In today’s software-driven economy, every organization faces an imperative to modernize the way they deliver software in order to adapt and enable the digital era — or perish. Digital transformation across industries is driving the need for IT to enable Cloud-Native applications. This has led enterprises to adopt Kubernetes as the most effective way to support cloud-native architectures and to modernize their applications and IT infrastructure.
Docker is a powerful tool for creating and deploying applications. It simplifies rolling out applications across multiple systems and is a useful tool for integrating new technologies. An application that runs using Docker will start up the same every time on every system. This means that if the application works on your local computer, it’ll work anywhere that supports Docker. That’s great news! It simplifies your development process and can be a powerful tool for continuous delivery.
As Stephen Marsland once said, “if data had mass, the earth would be a black hole.” A vast part of the immense amount of structured and unstructured data that we call “Big Data” is nothing but machine-originated log data. Logs are generated for a lot of different purposes – from security to debugging and troubleshooting. They constitute a gold mine of useful information and actionable insights if properly stored, managed, and analyzed.
The growing threat of attacks and data breaches on IT systems has made security monitoring more crucial now than ever before. Organizations of all sizes face risks to their data, and without the proper tools in place, a single attack could pose a severe threat to your operations.
Hyper-V is a hardware virtualization platform used to create and run virtual machines on Windows host systems. Hyper-V allocates resources from the physical hosts it runs on to the virtual machines it creates. If those resources are spread too thin, virtual machines may encounter slow performance and startup failures. With our new integration you can monitor the health of every layer of your Hyper-V stack: physical hosts, virtual machines, and all of the applications and services running on them.
While Logz.io provides Kibana — the ELK Stack’s visualization tool — as part of its service, a lot of users have asked us to support Grafana. One of the leading open source visualization tools today, Grafana has some added value when compared to Kibana, especially around visualizing time-series data.
Each year we eagerly await the publication of the RightScale (now Flexera) State of the Cloud report to see which technologies and players are trending in the cloud ecosystem. In this year’s report (2019) one of the interesting takeaways is that in 2018 public cloud spending grew three times faster than private cloud and companies intend to spend almost 25% more on public cloud in 2019 than they did in 2018.
A very useful feature of Grafana is the ability to display dashboards and playlists on a large TV. Documentation on how to do this is sparse, which inspired this tutorial and also led to automating the process.
I’m on the og-aws Slack group, one of the more active groups of AWS developers and cloud practitioners. A member of the channel, Samuell, asked a question about S3, Cloudfront, and new files, and I saw the perfect opportunity to help out, so I offered.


INSTRUCTIONS FOR THE TASK — Give the count of lines in the records below that contain "Closed", with no other words.

====== DATA FOR PROCESSING

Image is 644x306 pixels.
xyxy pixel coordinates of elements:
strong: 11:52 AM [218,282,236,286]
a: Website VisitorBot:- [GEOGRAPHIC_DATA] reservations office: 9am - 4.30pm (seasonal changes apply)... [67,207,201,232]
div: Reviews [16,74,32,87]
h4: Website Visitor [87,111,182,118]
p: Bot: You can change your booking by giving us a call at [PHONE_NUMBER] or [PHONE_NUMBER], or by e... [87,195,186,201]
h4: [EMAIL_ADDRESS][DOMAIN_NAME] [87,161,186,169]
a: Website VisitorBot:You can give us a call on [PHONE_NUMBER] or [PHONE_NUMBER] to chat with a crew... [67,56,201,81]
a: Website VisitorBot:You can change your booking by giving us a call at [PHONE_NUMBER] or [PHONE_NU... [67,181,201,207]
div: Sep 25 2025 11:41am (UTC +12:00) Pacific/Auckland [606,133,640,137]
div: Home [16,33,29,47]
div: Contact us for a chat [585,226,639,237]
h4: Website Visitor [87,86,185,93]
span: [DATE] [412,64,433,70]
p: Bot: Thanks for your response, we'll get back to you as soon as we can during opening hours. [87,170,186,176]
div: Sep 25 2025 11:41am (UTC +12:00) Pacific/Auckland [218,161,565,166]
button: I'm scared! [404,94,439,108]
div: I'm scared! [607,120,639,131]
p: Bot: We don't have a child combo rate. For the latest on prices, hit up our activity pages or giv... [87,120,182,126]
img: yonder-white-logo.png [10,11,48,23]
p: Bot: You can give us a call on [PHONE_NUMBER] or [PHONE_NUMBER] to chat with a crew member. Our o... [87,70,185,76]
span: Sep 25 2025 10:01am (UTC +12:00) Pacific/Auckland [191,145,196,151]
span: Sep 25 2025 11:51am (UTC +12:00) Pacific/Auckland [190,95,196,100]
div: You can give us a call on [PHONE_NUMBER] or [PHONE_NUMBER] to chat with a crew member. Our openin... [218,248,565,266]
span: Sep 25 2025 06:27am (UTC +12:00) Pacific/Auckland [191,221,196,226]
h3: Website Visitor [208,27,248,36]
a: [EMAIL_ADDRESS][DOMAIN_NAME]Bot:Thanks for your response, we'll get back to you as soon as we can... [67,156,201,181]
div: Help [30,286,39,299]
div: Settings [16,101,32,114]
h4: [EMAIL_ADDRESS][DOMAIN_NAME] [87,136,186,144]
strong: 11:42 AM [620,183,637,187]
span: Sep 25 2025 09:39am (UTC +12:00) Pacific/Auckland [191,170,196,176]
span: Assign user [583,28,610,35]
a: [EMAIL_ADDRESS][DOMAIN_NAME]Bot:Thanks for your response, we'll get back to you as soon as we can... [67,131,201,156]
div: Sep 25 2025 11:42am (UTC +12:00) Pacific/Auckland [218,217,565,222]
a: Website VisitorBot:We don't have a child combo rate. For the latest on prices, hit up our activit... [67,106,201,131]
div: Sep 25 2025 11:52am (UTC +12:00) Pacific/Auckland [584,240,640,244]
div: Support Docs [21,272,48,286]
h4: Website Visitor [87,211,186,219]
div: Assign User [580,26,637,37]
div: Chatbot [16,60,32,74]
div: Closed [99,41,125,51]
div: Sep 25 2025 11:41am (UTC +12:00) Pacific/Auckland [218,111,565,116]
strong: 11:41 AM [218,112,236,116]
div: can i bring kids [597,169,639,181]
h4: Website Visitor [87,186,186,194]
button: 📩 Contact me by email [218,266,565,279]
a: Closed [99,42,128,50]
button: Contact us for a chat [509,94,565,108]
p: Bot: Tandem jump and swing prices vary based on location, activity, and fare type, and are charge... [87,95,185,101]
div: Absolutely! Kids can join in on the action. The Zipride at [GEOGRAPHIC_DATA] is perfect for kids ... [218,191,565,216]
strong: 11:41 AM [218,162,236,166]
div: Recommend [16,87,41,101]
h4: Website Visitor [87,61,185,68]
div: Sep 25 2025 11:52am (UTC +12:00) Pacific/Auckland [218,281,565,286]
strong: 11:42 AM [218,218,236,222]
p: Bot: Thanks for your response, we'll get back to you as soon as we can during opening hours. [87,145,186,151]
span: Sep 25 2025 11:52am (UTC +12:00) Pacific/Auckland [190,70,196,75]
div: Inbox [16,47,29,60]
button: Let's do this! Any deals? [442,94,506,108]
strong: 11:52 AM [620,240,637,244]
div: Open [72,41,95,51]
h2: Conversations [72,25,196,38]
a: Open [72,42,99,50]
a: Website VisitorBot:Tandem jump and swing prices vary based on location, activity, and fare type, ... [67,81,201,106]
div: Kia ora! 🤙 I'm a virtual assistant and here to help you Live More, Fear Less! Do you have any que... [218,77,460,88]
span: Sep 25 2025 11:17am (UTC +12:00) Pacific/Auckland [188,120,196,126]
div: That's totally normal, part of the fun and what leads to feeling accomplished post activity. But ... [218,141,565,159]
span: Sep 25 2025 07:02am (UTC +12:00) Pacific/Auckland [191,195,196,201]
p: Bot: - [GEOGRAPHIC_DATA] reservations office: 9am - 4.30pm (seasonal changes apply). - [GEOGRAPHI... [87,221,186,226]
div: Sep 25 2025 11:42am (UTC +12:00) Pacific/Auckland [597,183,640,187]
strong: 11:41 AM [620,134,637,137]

============

TASK OUTPUT — 2